London: From a military point of view, the French invasion of Egypt in 1798, in an attempt to disrupt British trade and influence in North Africa and India, was a complete failure. However, for the world’s knowledge of 3,000 years of ancient Egyptian history, this would prove to be a serendipitous victory.

Napoleon Bonaparte landed at Alexandria with an army of 50,000 men on July 2, 1798, and over the next three years the French army achieved a series of victories and occasional defeats in Egypt and Syria.

But after the British navy sank Napoleon’s fleet in the Gulf of Abu Kil at the Battle of the Nile on July 25, 1799, the dwindling and disease-stricken French army, pursued by Ottoman and British forces, found Trapped in an unfamiliar land full of hostility.

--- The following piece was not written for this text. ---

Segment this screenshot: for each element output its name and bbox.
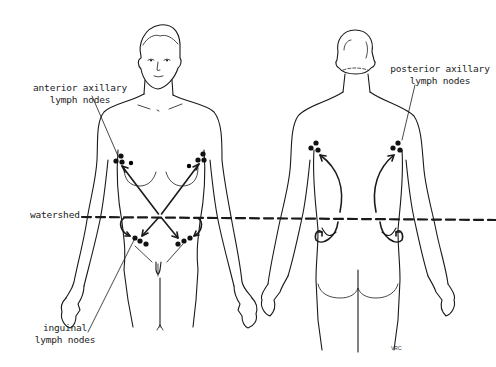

There is no way out, and no opportunity for reinforcement, the outcome is inevitable.

Napoleon knew this well, and on the night of August 22, 1799, he abandoned his army and slipped back to Paris, where his ultimate fate was – in 1804, he would be crowned Emperor of France.

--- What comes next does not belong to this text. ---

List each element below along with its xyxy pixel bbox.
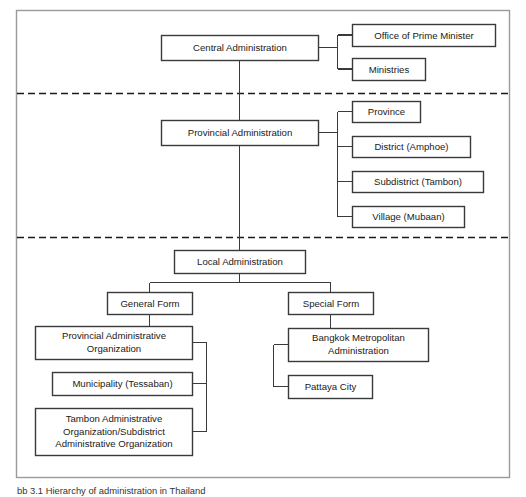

Even after the assassination of Napoleon’s successor commander, his troops in Egypt held their ground until their surrender to Britain at Alexandria on September 2, 1801.

As part of the expedition, Napoleon ordered a large number of looted artifacts to be brought back to France. However, after the surrender of France, most of it fell into the hands of the British. Among the loot returned to the British Museum was a polished stone inscribed with writing in three different languages ​​- Ancient Greek, Prutian and Egyptian hieroglyphics.

The object, later known as the Rosetta Stone, was discovered in July 1799 by a French Army engineer fortifying a 15th-century Ottoman fortress near Rosetta on the west bank of the Nile.

Detail of the Book of the Dead Queen Nejmet, papyrus, Egypt, 1070 BC, 21st Dynasty. (© Trustees of the British Museum)

This will prove to be the key to understanding ancient Egyptian hieroglyphics.

Although many European scholars are proficient in ancient Greek, it will take more than two decades to crack the Rosetta code. When they do, it’s a landmark moment in Egyptology, and the British Museum is celebrating a major new exhibition this month, which brings together more than 240 objects, including the Rosetta Stone.

The exhibition Hieroglyphics: Unlocking Ancient Egypt coincides with the 200th anniversary of the final breakthrough of French linguist and orientalist Jean-François Champollion in 1822.

“Deciphering the hieroglyphs on the Rosetta Stone opened 3,000 years of Egyptian history,” Ilona Regulski, curator of Egyptian script culture at the British Museum, told Arab News.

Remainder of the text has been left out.